Headless Chrome: A few pointers to note

I’ve been helping a client scale their technology platform for a new area of the business and they have a need for headless Chrome.

The workflow is simple, get some data, inspect that data, do some other things with it and save the results. We are using SQS as a part of this process, I’ve got some tips on SQS for you to read.

Don’t use headless Chrome

I’ll get this out the way early. Do you really need to use it? Can HttpClient or CURL do what you want? It’s not cheap to run instances of Chrome relative to doing the work manually with a web request library. If you can get away with it, you’ll increase your work load density significantly.

Don’t take screenshots at high volume

Don’t use headless chrome to take screenshots at high volume. Probably don’t even take screenshots at any volume. It’s slow & resource-intensive.

If you have to take screenshots, see if you can do it asynchronously to your primary processes.
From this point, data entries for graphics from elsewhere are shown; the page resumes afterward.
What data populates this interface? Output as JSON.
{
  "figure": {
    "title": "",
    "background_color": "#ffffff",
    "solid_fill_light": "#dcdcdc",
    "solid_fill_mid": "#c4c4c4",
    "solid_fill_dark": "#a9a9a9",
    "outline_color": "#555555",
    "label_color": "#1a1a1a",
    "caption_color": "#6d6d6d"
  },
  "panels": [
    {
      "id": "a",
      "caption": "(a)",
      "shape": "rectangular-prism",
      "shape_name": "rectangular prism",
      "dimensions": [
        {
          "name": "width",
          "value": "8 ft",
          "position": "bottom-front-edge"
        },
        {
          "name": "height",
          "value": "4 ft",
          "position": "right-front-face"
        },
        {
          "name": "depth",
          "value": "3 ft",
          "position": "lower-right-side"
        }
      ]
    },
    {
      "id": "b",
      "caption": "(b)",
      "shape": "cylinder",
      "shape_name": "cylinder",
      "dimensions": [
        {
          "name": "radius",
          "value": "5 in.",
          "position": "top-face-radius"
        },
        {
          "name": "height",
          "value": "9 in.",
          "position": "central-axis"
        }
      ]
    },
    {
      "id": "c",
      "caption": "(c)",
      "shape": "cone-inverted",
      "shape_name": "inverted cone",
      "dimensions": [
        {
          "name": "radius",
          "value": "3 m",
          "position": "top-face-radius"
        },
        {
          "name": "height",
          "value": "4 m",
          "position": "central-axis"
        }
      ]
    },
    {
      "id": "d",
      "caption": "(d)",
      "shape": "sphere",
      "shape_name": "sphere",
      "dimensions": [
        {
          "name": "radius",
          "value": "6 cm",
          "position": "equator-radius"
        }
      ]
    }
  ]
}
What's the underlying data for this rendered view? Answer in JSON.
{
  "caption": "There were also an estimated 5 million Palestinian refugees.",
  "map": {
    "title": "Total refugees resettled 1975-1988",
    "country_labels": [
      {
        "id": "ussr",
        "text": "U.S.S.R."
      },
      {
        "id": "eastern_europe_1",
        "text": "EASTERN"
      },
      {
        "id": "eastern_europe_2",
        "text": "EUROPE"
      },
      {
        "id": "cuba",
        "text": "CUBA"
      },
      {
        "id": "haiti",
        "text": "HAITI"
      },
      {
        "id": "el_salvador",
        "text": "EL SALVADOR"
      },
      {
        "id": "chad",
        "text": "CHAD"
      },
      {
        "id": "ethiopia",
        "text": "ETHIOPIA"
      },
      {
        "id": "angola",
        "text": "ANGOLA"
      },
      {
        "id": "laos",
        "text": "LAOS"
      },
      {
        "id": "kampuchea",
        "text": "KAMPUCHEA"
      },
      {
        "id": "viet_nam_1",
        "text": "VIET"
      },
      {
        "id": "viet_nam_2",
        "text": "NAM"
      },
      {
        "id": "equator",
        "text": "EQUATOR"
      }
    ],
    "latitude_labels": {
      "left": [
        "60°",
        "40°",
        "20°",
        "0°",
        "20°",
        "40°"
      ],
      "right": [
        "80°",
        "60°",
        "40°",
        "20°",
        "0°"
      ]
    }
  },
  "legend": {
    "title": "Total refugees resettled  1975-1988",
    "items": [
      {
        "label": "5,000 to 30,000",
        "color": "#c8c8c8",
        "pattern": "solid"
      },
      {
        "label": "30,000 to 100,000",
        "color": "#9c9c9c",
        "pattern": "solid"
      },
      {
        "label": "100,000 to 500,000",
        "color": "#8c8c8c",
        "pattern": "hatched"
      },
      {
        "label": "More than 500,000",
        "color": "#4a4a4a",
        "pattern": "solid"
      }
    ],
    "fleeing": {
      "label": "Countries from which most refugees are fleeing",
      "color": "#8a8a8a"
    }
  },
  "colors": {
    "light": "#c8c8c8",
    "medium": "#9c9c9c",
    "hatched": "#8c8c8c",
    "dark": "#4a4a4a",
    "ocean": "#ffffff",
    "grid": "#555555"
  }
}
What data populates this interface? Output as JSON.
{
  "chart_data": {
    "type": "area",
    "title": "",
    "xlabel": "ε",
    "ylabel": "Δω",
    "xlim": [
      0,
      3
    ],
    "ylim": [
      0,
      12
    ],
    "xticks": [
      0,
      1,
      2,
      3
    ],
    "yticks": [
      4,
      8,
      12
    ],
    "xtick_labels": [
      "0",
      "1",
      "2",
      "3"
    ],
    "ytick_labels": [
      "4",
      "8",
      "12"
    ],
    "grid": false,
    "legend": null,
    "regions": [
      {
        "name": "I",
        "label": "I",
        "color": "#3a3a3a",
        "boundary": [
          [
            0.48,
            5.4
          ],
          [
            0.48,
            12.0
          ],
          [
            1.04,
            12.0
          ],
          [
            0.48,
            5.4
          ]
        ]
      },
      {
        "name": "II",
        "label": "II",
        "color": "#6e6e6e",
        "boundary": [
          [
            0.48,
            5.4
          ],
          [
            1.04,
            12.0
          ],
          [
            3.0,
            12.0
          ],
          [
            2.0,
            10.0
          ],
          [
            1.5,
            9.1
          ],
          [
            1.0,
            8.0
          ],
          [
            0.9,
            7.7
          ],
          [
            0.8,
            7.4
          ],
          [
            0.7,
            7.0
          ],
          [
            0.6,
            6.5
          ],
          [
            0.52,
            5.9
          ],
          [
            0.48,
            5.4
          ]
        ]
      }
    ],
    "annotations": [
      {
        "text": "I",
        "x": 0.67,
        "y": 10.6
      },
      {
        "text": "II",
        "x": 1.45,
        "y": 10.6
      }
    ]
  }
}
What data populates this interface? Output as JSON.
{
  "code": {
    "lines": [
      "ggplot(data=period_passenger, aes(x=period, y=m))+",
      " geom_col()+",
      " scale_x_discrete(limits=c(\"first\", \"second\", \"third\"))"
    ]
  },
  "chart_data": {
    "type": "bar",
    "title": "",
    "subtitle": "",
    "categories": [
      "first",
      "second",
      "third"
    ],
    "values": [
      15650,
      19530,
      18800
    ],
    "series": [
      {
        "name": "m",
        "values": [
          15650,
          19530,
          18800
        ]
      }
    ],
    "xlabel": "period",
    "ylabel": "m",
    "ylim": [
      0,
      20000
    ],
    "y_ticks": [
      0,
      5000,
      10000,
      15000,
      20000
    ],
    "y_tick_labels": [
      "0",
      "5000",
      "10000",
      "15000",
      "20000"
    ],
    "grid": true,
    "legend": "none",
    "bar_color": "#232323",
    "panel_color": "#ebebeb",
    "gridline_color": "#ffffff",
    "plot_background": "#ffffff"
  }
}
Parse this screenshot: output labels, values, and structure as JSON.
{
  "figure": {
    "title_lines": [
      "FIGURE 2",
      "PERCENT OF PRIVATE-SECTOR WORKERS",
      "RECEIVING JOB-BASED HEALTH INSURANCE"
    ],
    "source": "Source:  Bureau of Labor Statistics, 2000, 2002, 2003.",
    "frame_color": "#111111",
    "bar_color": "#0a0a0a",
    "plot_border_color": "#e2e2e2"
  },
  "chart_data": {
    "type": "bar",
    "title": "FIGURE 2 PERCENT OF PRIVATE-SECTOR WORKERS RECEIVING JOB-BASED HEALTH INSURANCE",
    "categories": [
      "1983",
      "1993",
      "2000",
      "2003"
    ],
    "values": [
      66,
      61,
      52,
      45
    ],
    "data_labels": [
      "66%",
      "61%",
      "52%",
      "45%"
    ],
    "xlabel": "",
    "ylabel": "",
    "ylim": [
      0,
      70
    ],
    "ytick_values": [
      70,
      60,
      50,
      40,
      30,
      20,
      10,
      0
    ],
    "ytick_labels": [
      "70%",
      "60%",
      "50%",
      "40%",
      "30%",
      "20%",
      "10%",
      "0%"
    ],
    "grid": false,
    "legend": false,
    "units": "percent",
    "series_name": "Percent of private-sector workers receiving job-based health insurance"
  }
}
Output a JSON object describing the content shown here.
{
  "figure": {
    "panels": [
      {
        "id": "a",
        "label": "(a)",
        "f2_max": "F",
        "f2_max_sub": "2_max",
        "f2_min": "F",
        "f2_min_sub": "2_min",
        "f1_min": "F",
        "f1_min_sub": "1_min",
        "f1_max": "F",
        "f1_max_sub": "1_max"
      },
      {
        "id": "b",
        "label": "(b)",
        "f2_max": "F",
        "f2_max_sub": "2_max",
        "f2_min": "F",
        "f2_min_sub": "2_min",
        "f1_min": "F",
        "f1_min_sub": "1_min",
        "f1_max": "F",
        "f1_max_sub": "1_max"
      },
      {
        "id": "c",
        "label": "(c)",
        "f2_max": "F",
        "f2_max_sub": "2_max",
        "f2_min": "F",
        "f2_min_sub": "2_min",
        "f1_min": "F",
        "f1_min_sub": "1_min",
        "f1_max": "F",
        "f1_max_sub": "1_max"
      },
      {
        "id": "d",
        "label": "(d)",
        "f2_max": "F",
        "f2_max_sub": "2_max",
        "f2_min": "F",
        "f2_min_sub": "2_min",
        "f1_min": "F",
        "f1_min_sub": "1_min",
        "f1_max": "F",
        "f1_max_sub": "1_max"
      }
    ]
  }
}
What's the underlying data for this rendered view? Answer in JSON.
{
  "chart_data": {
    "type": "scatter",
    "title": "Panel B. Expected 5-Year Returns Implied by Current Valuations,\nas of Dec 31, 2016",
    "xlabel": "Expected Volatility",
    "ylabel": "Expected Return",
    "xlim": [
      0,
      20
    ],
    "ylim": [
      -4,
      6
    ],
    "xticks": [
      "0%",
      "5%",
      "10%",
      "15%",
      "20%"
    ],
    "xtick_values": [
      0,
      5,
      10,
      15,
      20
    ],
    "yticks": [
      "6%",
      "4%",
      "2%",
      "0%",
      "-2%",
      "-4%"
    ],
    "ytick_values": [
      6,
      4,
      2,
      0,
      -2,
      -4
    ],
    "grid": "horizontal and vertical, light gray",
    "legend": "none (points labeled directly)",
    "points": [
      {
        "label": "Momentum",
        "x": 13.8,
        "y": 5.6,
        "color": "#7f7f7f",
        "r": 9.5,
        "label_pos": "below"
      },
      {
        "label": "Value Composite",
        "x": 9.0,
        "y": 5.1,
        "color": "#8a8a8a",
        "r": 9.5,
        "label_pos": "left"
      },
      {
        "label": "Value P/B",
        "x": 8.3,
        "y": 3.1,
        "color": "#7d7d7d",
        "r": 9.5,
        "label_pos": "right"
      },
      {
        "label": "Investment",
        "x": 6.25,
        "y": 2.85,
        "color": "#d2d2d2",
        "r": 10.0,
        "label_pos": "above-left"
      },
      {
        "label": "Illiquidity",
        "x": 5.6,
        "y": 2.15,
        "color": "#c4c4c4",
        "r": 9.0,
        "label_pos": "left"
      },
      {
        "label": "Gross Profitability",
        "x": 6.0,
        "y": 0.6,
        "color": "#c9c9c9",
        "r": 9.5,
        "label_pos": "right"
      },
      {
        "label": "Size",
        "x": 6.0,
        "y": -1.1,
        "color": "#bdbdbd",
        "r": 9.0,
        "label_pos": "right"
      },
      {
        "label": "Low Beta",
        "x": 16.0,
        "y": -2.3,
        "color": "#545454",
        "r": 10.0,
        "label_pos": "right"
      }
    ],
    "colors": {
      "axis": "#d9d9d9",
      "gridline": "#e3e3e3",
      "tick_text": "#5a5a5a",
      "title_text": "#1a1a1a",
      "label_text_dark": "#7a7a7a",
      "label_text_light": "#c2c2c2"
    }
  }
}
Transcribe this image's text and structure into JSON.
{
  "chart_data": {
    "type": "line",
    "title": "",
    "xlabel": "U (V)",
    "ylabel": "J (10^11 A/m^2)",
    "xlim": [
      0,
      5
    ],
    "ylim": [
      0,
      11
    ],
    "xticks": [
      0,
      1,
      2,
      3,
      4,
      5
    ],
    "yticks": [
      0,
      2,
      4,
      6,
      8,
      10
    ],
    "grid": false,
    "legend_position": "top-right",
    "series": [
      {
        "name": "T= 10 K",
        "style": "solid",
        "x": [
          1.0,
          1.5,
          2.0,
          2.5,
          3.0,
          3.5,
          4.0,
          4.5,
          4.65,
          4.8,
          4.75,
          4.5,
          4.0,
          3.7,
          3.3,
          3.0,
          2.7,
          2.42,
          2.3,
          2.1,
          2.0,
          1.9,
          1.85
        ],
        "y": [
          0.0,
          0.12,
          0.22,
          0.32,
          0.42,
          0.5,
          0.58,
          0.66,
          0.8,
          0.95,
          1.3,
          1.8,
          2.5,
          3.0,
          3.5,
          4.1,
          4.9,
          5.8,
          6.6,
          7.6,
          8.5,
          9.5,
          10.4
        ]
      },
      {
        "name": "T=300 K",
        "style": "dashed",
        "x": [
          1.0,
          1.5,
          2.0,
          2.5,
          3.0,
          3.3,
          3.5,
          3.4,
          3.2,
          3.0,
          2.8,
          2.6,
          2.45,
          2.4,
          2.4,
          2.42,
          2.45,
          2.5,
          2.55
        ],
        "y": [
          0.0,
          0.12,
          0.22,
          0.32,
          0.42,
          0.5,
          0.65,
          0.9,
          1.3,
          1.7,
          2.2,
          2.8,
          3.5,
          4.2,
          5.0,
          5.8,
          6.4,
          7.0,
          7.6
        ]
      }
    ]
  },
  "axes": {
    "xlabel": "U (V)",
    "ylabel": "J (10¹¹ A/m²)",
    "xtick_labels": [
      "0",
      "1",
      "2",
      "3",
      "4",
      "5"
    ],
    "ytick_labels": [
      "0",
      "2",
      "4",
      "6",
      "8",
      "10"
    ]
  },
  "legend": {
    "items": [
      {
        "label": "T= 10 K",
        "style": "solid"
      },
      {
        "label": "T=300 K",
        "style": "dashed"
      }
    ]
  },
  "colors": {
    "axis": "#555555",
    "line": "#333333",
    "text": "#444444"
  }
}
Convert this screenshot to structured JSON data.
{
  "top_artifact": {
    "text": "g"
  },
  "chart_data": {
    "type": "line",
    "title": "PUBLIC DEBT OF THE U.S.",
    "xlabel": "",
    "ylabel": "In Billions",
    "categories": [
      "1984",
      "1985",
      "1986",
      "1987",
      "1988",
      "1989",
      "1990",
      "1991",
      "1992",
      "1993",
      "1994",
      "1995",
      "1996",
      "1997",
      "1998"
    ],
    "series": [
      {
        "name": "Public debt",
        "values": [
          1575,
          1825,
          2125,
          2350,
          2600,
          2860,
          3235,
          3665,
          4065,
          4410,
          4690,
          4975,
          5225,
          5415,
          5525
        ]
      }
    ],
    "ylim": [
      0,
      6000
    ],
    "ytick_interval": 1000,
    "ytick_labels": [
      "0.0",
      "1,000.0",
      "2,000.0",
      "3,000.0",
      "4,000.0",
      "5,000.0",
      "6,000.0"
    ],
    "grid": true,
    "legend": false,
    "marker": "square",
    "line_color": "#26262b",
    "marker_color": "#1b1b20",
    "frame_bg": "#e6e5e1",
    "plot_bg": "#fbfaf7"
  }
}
Don’t load images if you don’t need them

If you’re not taking screenshots you can speed up page loads by disabling images. You’re in a headless browser, nobody is going to see those images.

Don’t cache.

Set --disk-cache-size=0 and –-media-cache-size=0 in your arguments.

I also set --user-data-dir= to a value similar to /tmp/c_743. Where 743 is the process ID. When I’m done with Chrome I delete it (and if I don’t, /tmp will get cleared up eventually). If you’re using cluster on node you can do this on the parent instance and delete when the child dies.

w.on('exit', () => {
try {
   fs.rmdirSync('/tmp/c_'+ w.process.pid, { recursive: true });
}catch (err){

}
});

Keep the browser alive.

Don’t close and shut the browser on every request. Keep it alive. It’s faster that way.

Watch disk IO and iowait.

In high volume scenarios you may run into issues with disk IO. If this occurs, your processes itself will slow down and requests will take longer. You can avoid this by reducing your caching and also watch /dev/shm. You will see lots of suggestions to use use --disable-dev-shm but this has consequences.

I would suggest reading up on what /dev/shm is and then decide on --disable-dev-shm. By it’s very nature it will increase disk IO.

Your milage may very on this option.

Watch browser memory

I’ve got no hard evidence of this but I have observed over many requests that memory usage can grow. In this application after X requests, I just restart Chromium and start again.

It can be observed on occasion if you’re using a page multiple times that memory does not reduce when visiting pages. Try visiting ‘about:blank‘ after a request and see what happens.

Headless Chrome & Proxies.

You can’t set a different proxy per page without some plugin’s that do little more than do request interception and then redirect the request.

If you’re using proxy services look at Luminati. They can give you a constant proxy server address but you can use a special username to send requests from a particular country or location.

Stop loading remote fonts

There isn’t much of a need for them in this environment so use this switch --disable-remote-fonts to stop them loading.